CovOps
Location : Ether-Sphere Job/hobbies : Irrationality Exterminator Humor : Über Serious
| Subject: What Happens If Americans Stop Trusting Their Corrupt System? Fri Nov 16, 2018 6:36 pm | |
| It’s been quite a while now that the phrase “cold civil war” has been bandied about. And it’s useful, so far as it goes. Polarization has now become tribalism, and tribe is now so powerful a force it is beginning to eclipse national loyalty. The two nations, to borrow Benjamin Disraeli’s description of 19th-century Britain, stand facing each other, without blinking, faces flush, equally matched, on trigger alert for offense or another set battle. What we don’t quite know is if this tenuous, balanced equilibrium is sustainable indefinitely, the system careening from one party’s bitterly contested rule to gridlock and back again, until our tribal tensions are somehow exhausted. Or whether the cold civil war could at some point get a little warmer, or even, shall we say, hot.
What we don’t know, in other words, is when the legitimacy of the entire political system could come into doubt, across the ideological spectrum, in a way that might sanction undemocratic responses. By legitimacy, I don’t mean having deep differences in policy with a president or his party; I don’t mean contempt for, or even mere opposition, to the powers that be; I mean denial of the core validity of the key institutions and players in our system. It’s one thing, after all, to disagree profoundly with an administration’s policies; and another thing entirely to believe an administration, or a congressional majority, or a Supreme Court majority, is fundamentally unjust, and its decisions therefore nonbinding.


> **Assigned task**
Reproduce word for word the lines between those holding "You are a GUI" and "The image size is (695, 355).", inclusive, and nothing else from the data below.

:: Available records ::

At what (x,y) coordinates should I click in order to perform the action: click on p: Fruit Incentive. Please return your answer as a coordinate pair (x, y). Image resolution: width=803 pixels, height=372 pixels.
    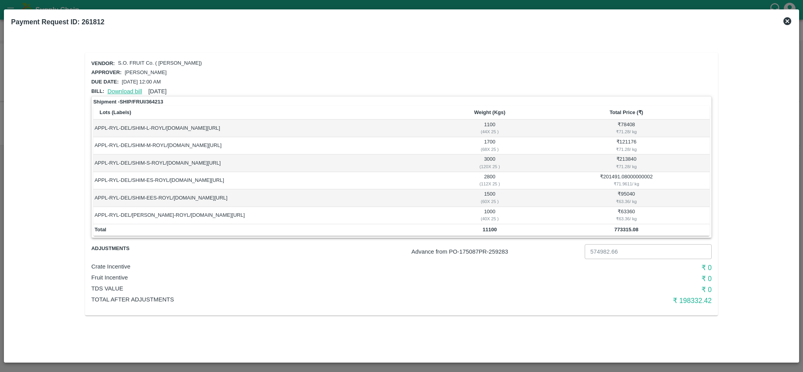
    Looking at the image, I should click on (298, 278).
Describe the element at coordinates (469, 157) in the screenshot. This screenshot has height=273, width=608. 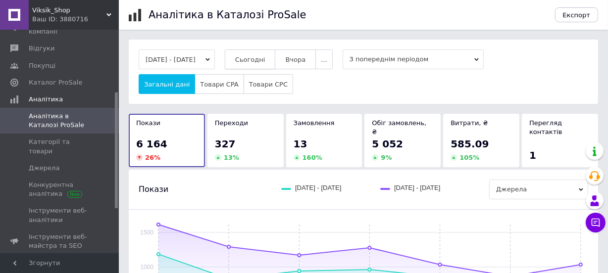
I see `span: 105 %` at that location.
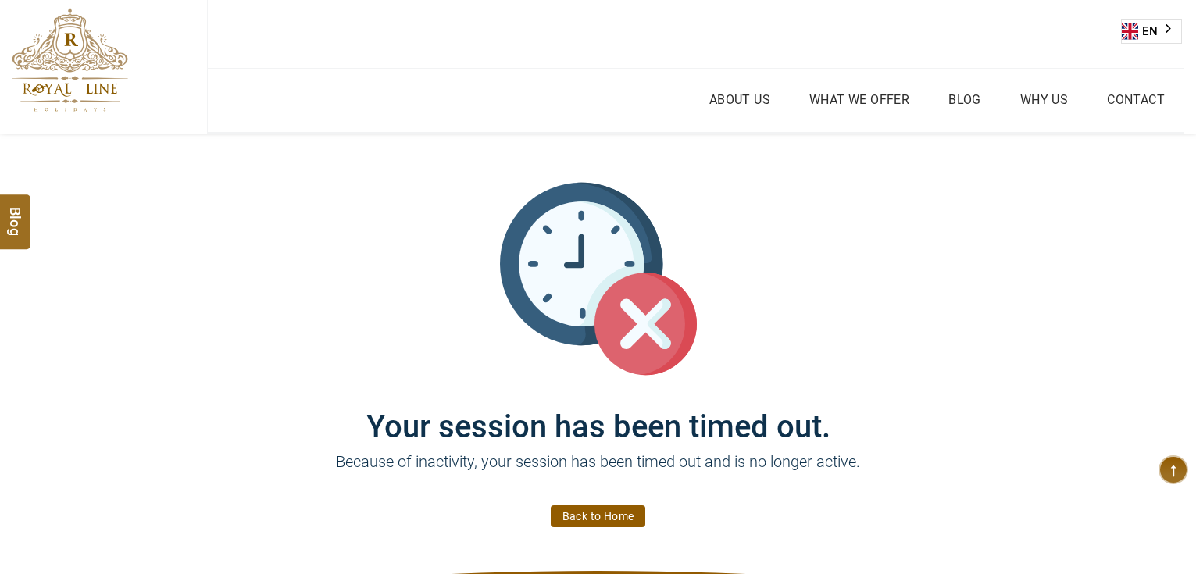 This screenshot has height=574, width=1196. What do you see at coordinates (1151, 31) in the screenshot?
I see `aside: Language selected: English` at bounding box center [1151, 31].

:::
:: Available records ::

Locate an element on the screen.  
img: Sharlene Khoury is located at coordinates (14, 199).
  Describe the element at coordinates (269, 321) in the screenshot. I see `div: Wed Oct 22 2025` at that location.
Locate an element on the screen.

:::
:: Available records ::

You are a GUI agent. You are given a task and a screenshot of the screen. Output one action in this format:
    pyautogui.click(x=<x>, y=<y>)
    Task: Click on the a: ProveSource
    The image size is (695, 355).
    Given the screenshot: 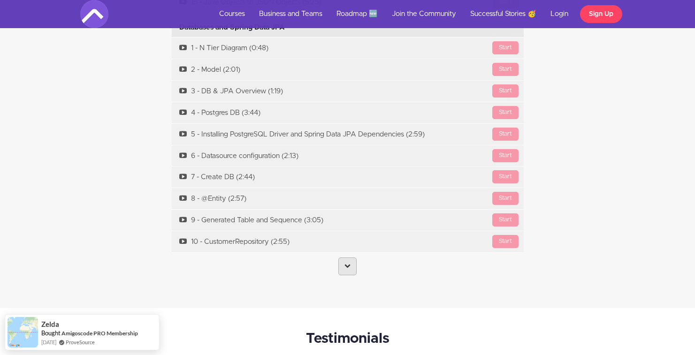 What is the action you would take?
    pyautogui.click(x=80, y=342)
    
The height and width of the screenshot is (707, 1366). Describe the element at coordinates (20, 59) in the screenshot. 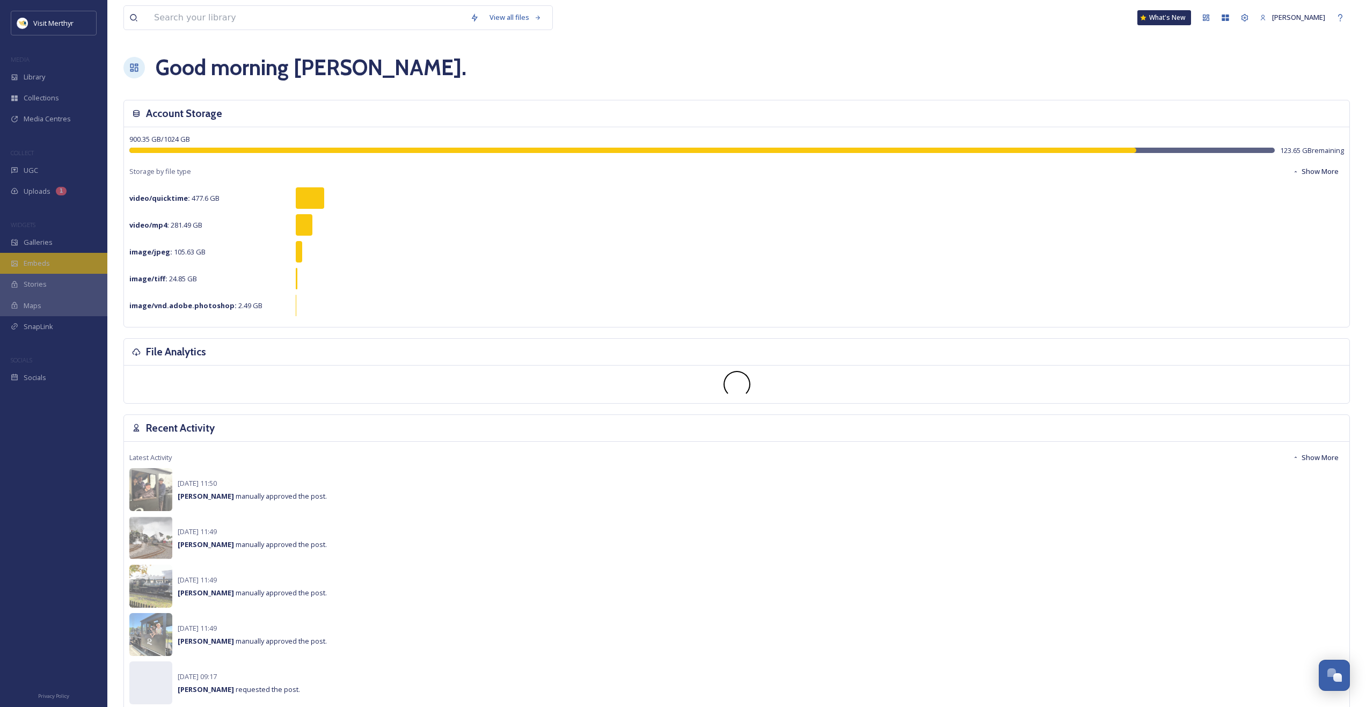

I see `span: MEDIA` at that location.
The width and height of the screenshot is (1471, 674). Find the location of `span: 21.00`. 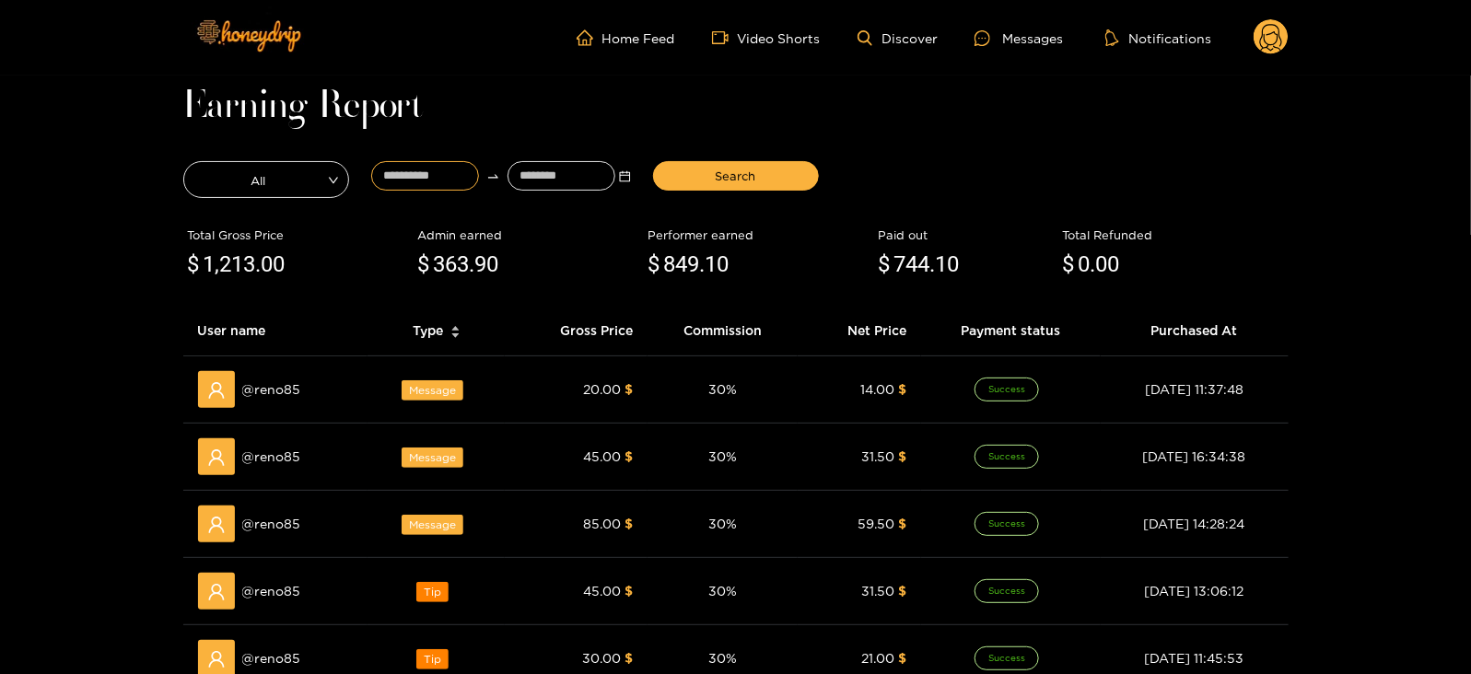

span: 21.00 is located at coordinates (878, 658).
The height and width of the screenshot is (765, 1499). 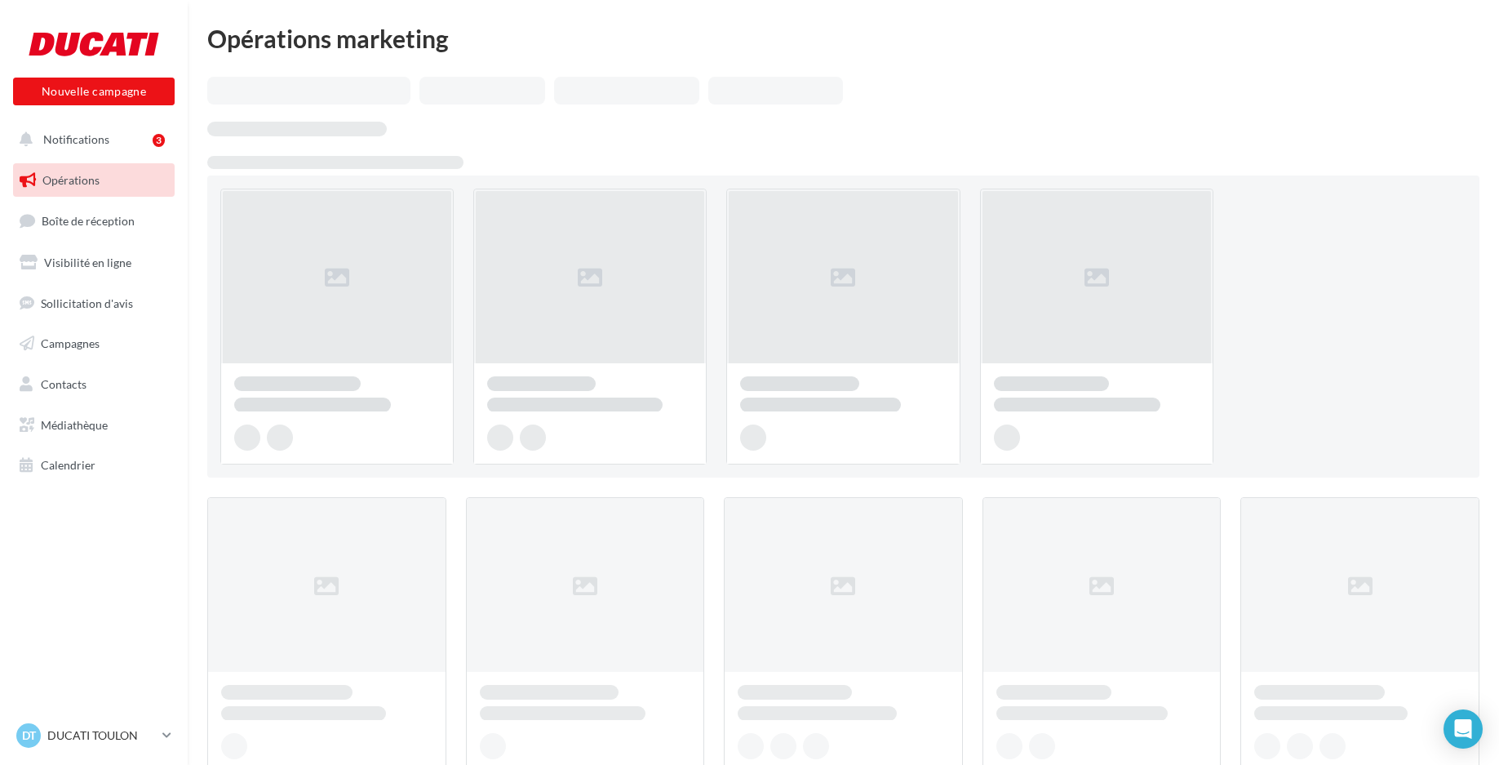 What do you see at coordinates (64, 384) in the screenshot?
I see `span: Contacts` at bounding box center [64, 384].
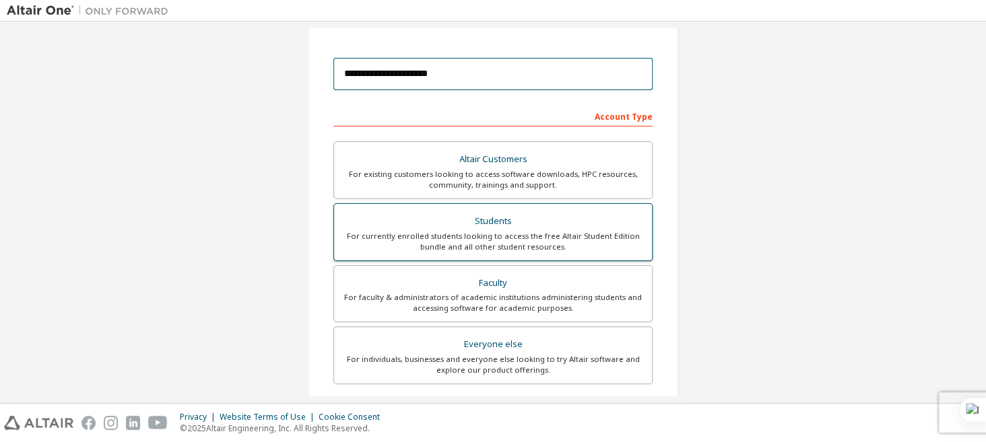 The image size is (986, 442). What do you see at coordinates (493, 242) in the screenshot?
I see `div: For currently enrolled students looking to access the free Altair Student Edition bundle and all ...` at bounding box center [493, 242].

:::

> **Output of the task**
You are a GUI agent. You are given a task and a screenshot of the screen. Output one action in this format:
    pyautogui.click(x=<x>, y=<y>)
    Task: Click on the a: ProveSource
    The image size is (695, 355).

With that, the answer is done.